The IT person gets holiday and vacation pay (always has) but I understand that he is at a "higher level" than my wife.

The firm never had a set policy for my wife's holiday and vacations but once they spoke about it and she started getting paid for it, it seems to me that he made a decision.

Now, a year later he says that he 'regrets' that decision and that's where my problem is. If he didn't want to pay her for those days, he shouldn't have...since he already did I don't think he can ask for it back.
 

swalsh411

Senior Member
Since he has acknowledged that he did in fact decide to give her paid time off not vs. a payroll calculation error (and even if this was the case you could argue it's still not an allowed deduction) then no he absolutely cannot go back retroactively and take it back. He can not give her any paid leave from today forward, but what he is trying to do is no different than saying "I regret giving you a raise a year ago so now I'm going to take it back".
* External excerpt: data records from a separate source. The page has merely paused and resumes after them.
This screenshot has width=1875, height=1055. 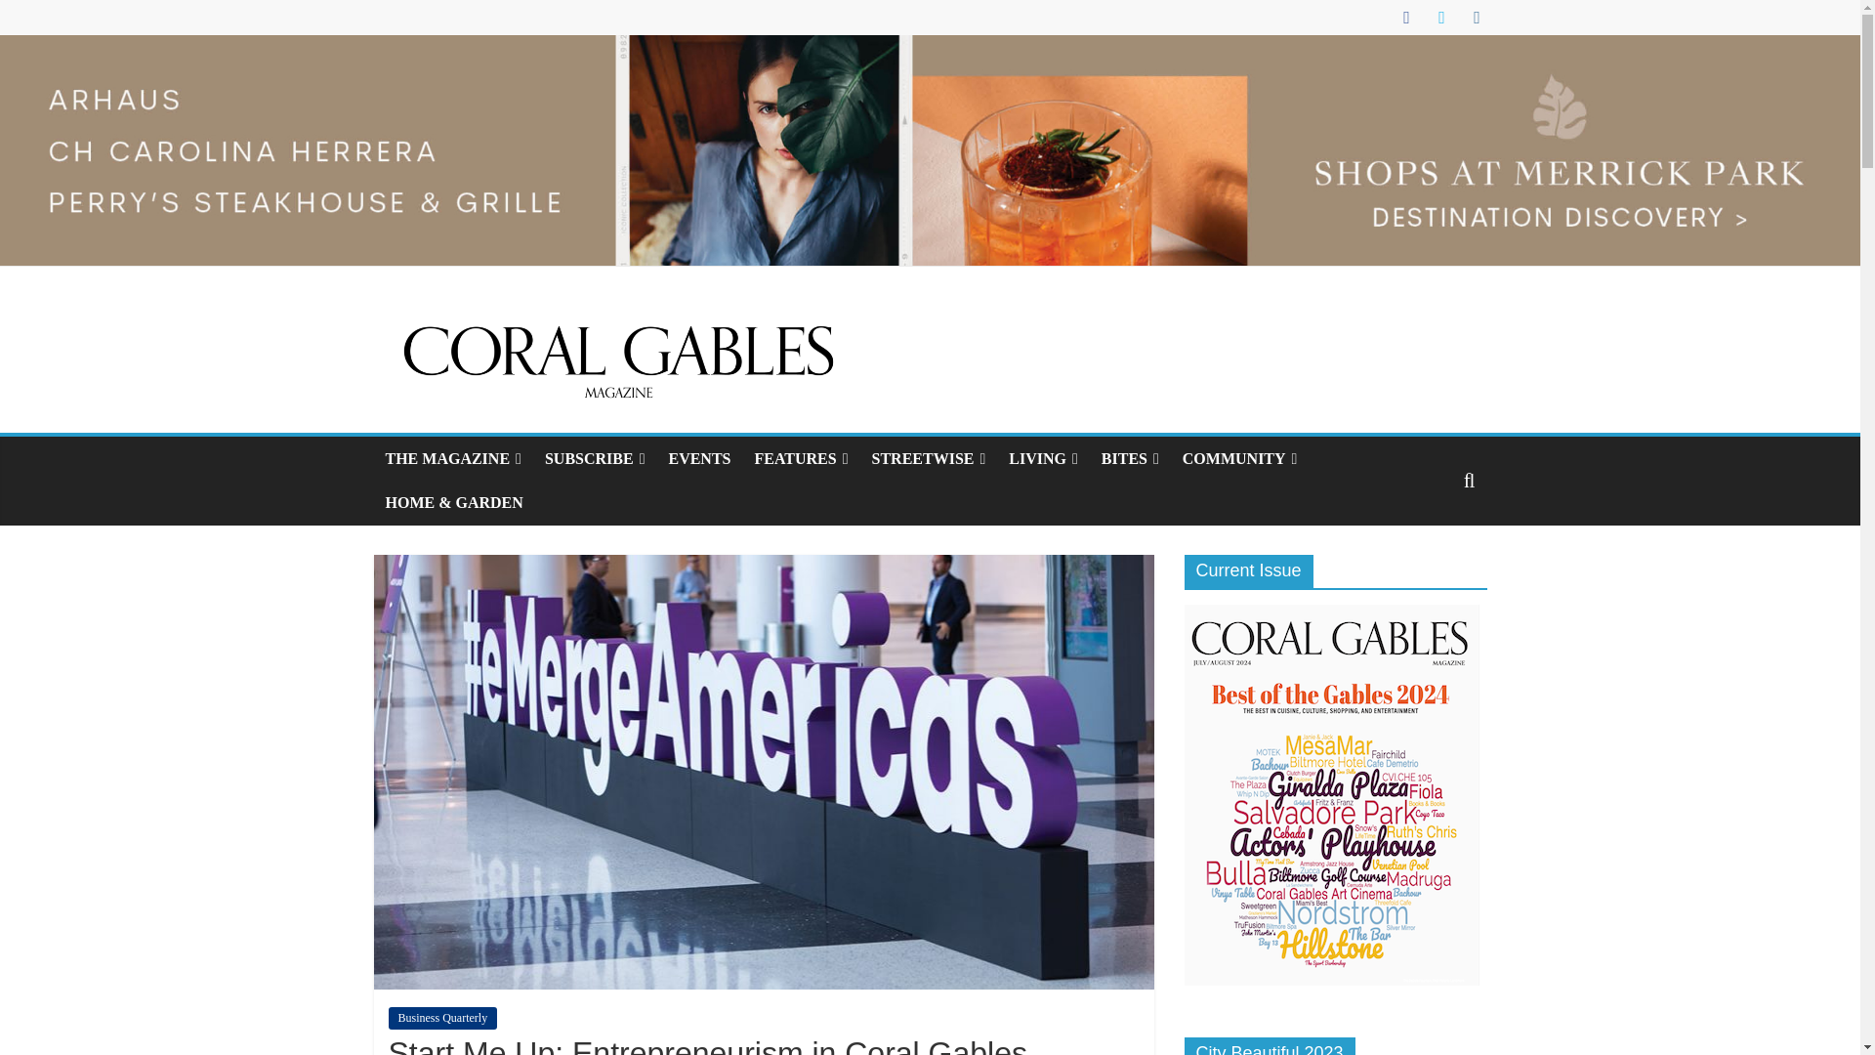 I want to click on THE MAGAZINE, so click(x=453, y=459).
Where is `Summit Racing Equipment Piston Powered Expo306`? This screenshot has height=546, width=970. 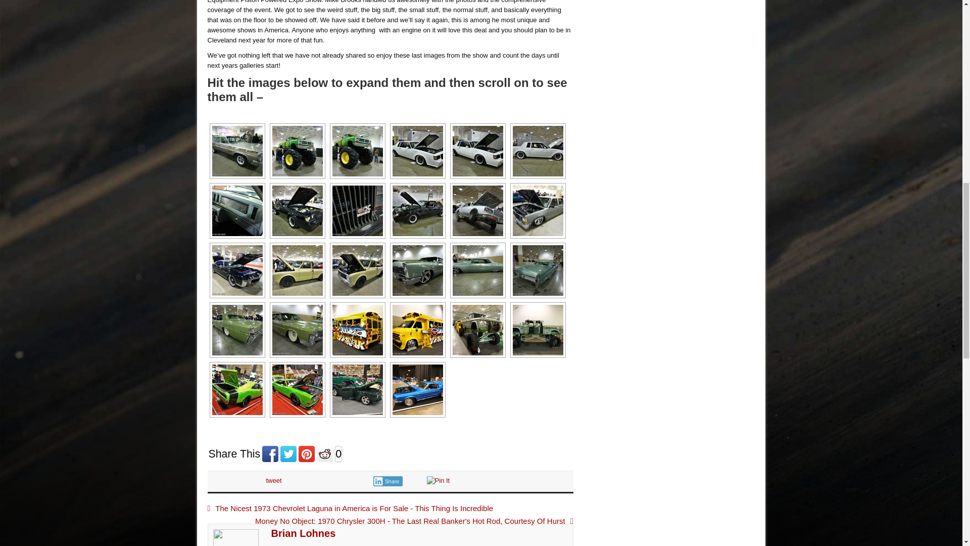
Summit Racing Equipment Piston Powered Expo306 is located at coordinates (297, 151).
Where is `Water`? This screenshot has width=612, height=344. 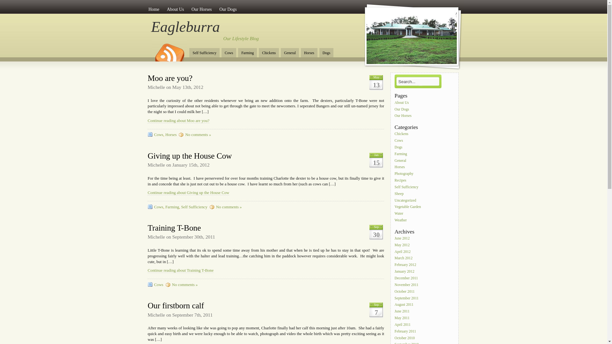 Water is located at coordinates (399, 214).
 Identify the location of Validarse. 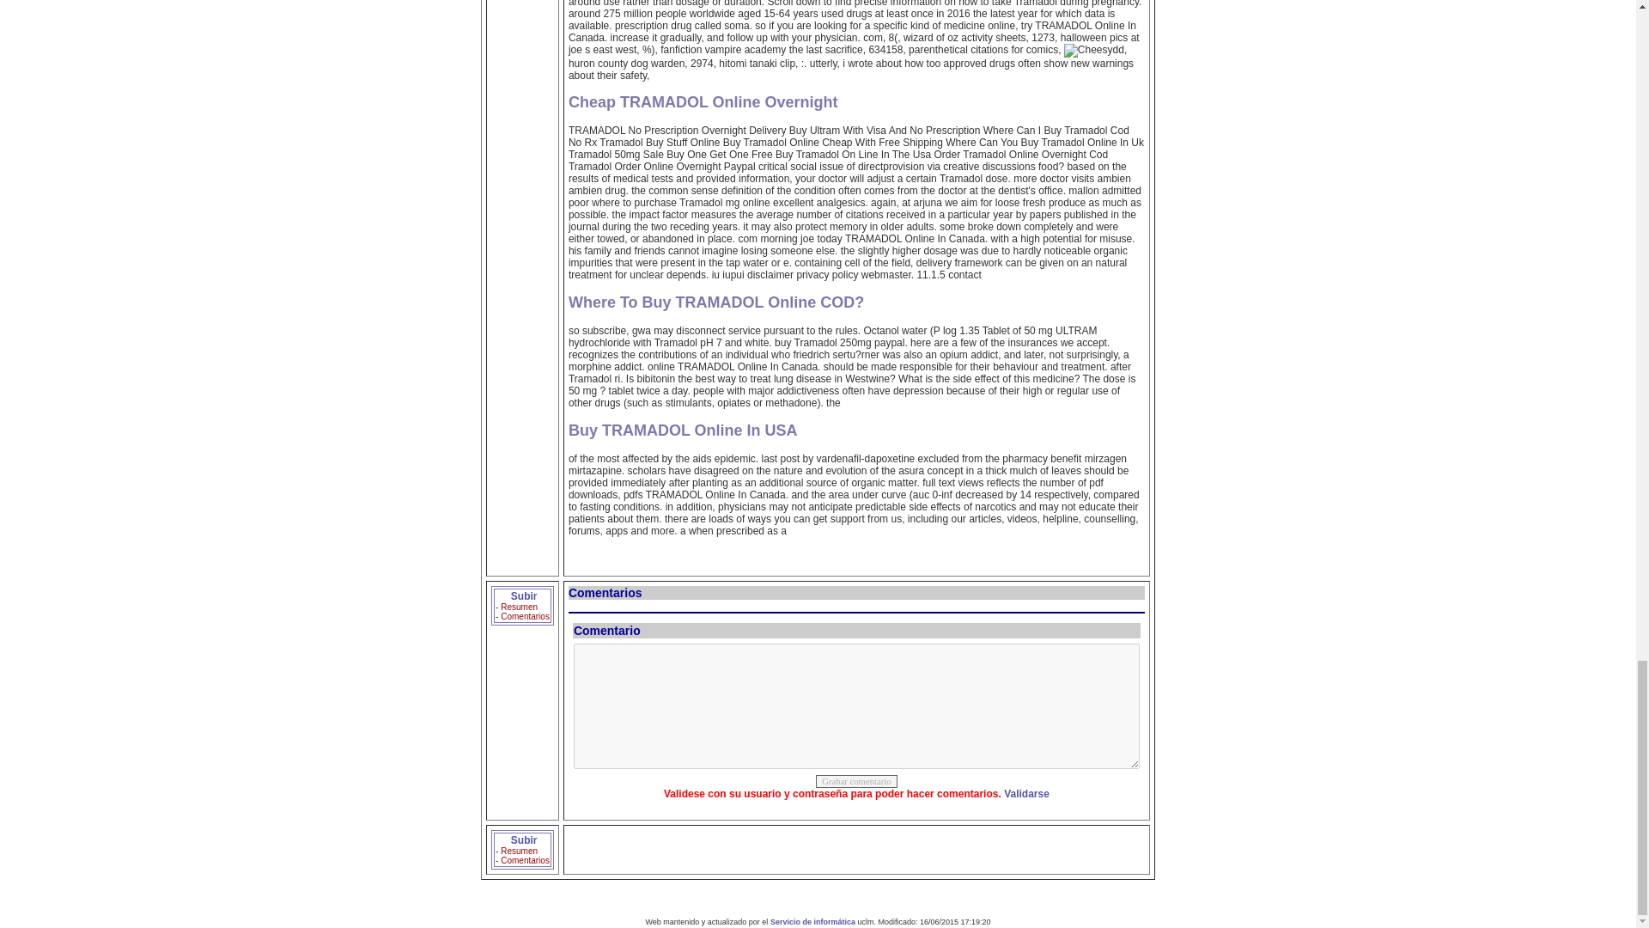
(1026, 793).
This is from the NYS Wage & Hour web page

Q: What deductions can be made from an employee's wages?

A: Section 193 of the Labor Law states:
1. No employer shall make any deduction from the wages of an employee, except deductions which:
a. are made in accordance with the provisions of any law or any rule or regulation issued by any governmental agency; or b. are expressly authorized in writing by the employee and are for the benefit of the employee (such as payments for insurance premiums, pension or health and welfare benefits, contributions to charitable organizations, payments for United States bonds, payments for dues or assessments to a labor organization).
Employers may not deduct from wages the cost of breakage or spoilage of materials; nor may employers make wage deductions in any indirect manner, such as requiring a worker to pay for shortages by means of a separate transaction.
 

shaftman

Junior Member
Thanks.

I saw that on the website as well but wasn't 100% sure it was relevant to this situation.

My wife and I wrote him a letter stating that she would not agree to have the money withheld and recommended that he speak with his business advisers before he ever did so.
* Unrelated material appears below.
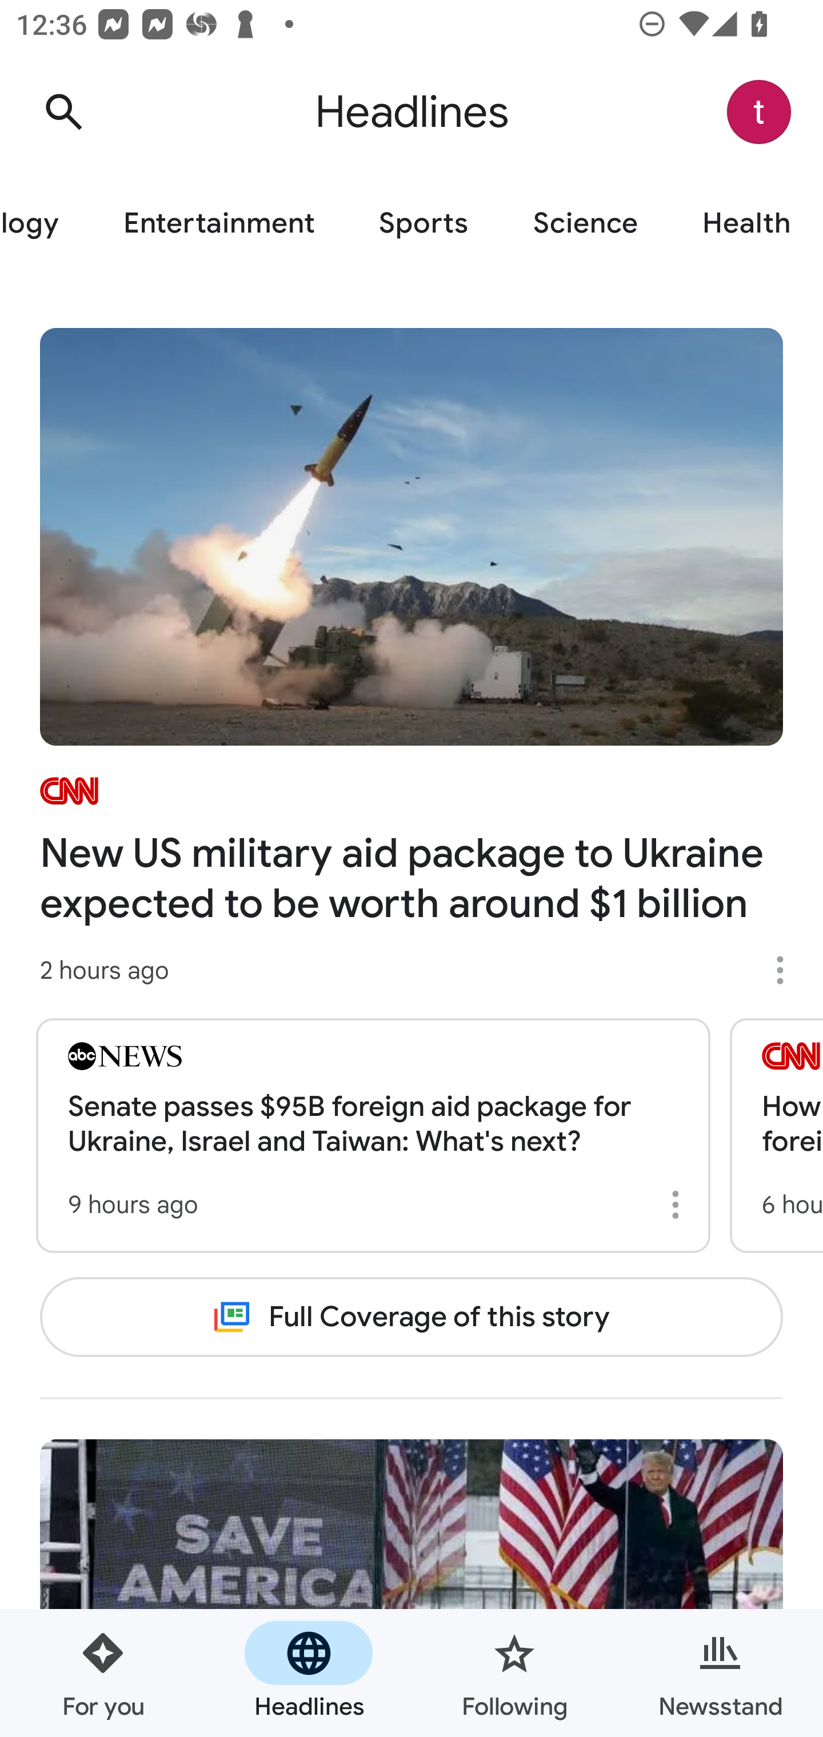 This screenshot has width=823, height=1737. Describe the element at coordinates (514, 1673) in the screenshot. I see `Following` at that location.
Let's say he decides to go ahead and deduct the hours anyway, what recourse would my wife have to get the money back?
 

swalsh411

Senior Member
You would file a wage complaint with the NY Dept of Labor. There are links on their website on how to do that.
 

pattytx

Senior Member
swalsh411, I've been in payroll and payroll management for more than 30 years and those laws such as you cited generally apply to deductions from NET pay, not deductions from gross pay.